WHAT IS CLIMATE FINANCE?

According to the United Nations Framework Convention on Climate Change (UNFCCC),
climate finance is local, national or transnational funding from public, private and alternative sources that seeks to support climate change mitigation and adaptation actions.

Another definition is that of the UNFCCC’s Standing Committee on Finance (SCF), according to which climate finance aims at reducing emissions, and enhancing greenhouse gas sinks and aims at reducing vulnerability and maintaining and increasing the resilience of human and ecological systems to negative climate change impacts.

A basic milestone for climate finance was the Copenhagen Agreement, reached in 2009 at COP15. In the agreement, developed countries pledged 30 billion dollars between 2010 and 2012 for developing countries to carry out mitigation and adaptation activities, and 10 billion dollars per year until 2020. This commitment was reiterated in the Paris Agreement in 2015, extending this aid until 2025. The election of Joe Biden as president of the United States, which has an ambitious climate plan, is a boost for the future of climate finance.

CLIMATE FINANCE SOURCES AND INSTRUMENTS

Climate finance can come from very different sources, which can include: public or private, national or international, bilateral or multilateral. There are also numerous types of instruments, some of the most common of which are:

  • Green bonds. These are a kind of debt issued by a public or private institution. Unlike other types of credit instrument, they undertake to use the funds for environmental purposes, such as fighting climate change, for example.
  • Debt swaps.
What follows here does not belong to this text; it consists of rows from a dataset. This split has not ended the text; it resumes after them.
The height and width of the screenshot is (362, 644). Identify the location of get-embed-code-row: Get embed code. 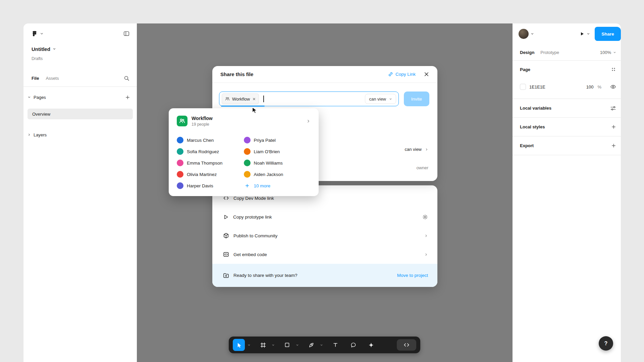
(325, 254).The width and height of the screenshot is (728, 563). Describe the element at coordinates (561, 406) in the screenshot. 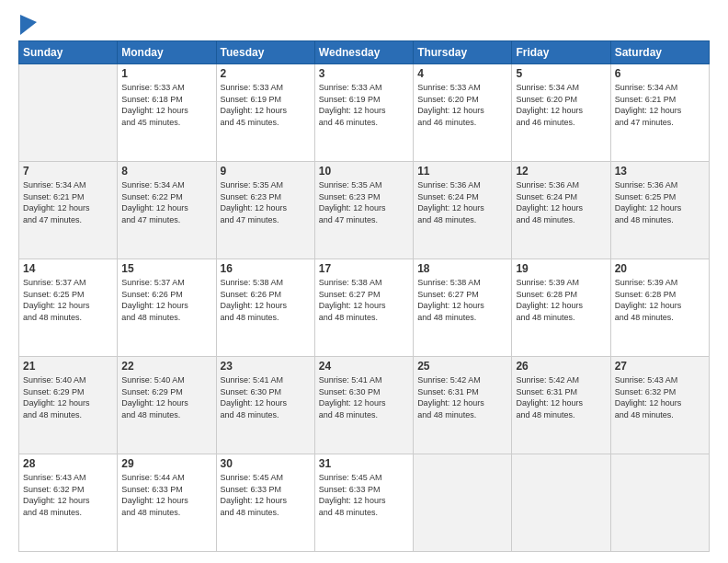

I see `calendar-cell: 26Sunrise: 5:42 AMSunset: 6:31 PMDayligh…` at that location.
These entail the sale of foreign currency debt by the creditor country to an investor — e.g. an NGO — which can then swap the debt with the debtor country for the development of mitigation and adaptation projects.
  • Guarantees. These are commitments whereby a guarantor promises to fulfil the obligations undertaken by a borrower to a lender in the context of climate change activities.
  • Concessional loans. These are loans for climate change mitigation and adaptation activities that differ from traditional loans in that they have longer repayment periods and lower interest rates, among other preferential conditions.
  • Grants and donations. These are amounts granted to projects related to the fight against the climate emergency, which do not need to be repaid.

MAIN FUNDS OF CLIMATE FINANCE

Climate finance funds are provided by multilateral institutions including development banks and the financial institutions established under the UNFCCC itself. The following are the main examples:

Green Climate Fund (GCF): Set up by the UNFCCC in 2010, it is the world’s largest fund devoted to helping developing countries reduce their GHG emissions and adapt to the impact of climate change, paying particular attention to the needs of the most vulnerable countries. The GCF plays an essential role in compliance with the Paris Agreement, channelling climate finance to developing countries.

Special Climate Change Fund (SCCF): Administered by the Global Environment Facility (GEF), it offers four different finance services: adaptation to climate change; technology transfer; energy, transport, industry, agriculture, forestry and waste management; and economic diversification for countries dependent on fossil fuels.

Least Developed Countries Fund (LDCF): Also administered by the Global Environment Facility (GEF), its purpose is to support the almost
50 countries classified as least developed by the United Nations to tackle their high vulnerability to climate change and implement their national adaptation plans.

UN-REDD Programme: Created in 2008, also as part of the UN, its objective is to reduce the emissions caused by deforestation and forest degradation in developing countries, helping governments to prepare and implement national REDD+ strategies.

Bilateral climate finance funds include institutions as the United States Agency for International Development (USAID), the European Union’s Global Climate Change Alliance+ (GCCA+), and the Japan International Cooperation Agency (JICA), etc.

It is clear that climate finance plays a critical role in addressing climate change.